Before conducting your physical waste sort, you need to create a list of what material categories you plan to quantify through the audit. Also, if you have recycling, choose whether to include contamination estimates in the audit. Contamination refers to the amount of non-recyclables in a recycling receptacle or vice versa, the amount of recyclables in a waste receptacle.


The number of material categories will be influenced by the goals for your waste management program and the detail needed for waste management planning. The waste can be sorted into as few as two categories (trash and recycling) or more than twenty categories. Keep in mind that while more categories provide a more detailed dataset, it also increases the workload the day of the sort as sorters have to separate out more categories and record more figures.
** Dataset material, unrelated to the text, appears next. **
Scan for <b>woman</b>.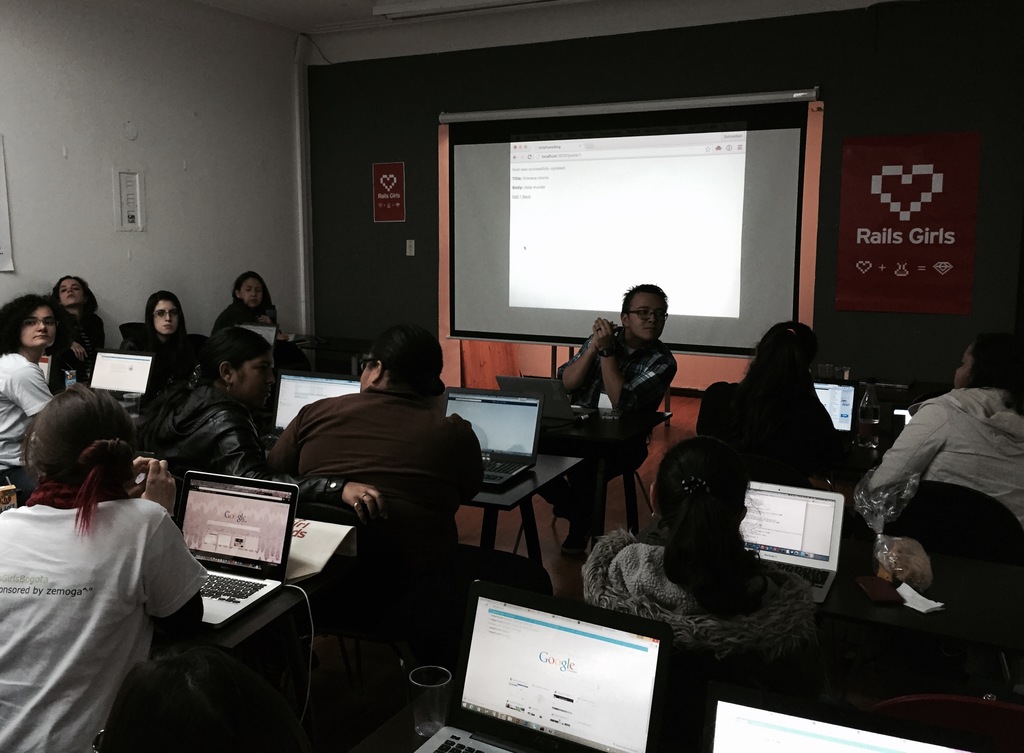
Scan result: (581, 436, 817, 691).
Common material categories are included in the table below. This is an example list meant to help brainstorm what could be included in your audit; you don’t not have to use all these categories in your audit. In addition, there could be categories specific to your organization’s operations that you choose to include that are not listed below.


Physical Waste Sort Potential Categories and Subcategories


Landfill

Non-recyclable plastic: plastic film, plastic cutlery, coffee pods, trash liners, styrofoam Non-recyclable glass: broken glass, glass cups Non-recyclable metal: aluminum foil Non-recyclable paper: soiled paper & cardboard, napkins & paper towels, paper plates Non-compostable food scraps

Recycling

Compostable

Reuse/Third-Party Recycling


As a reminder, always check with your local recycler and/or compost service to confirm what is accepted when choosing your categories.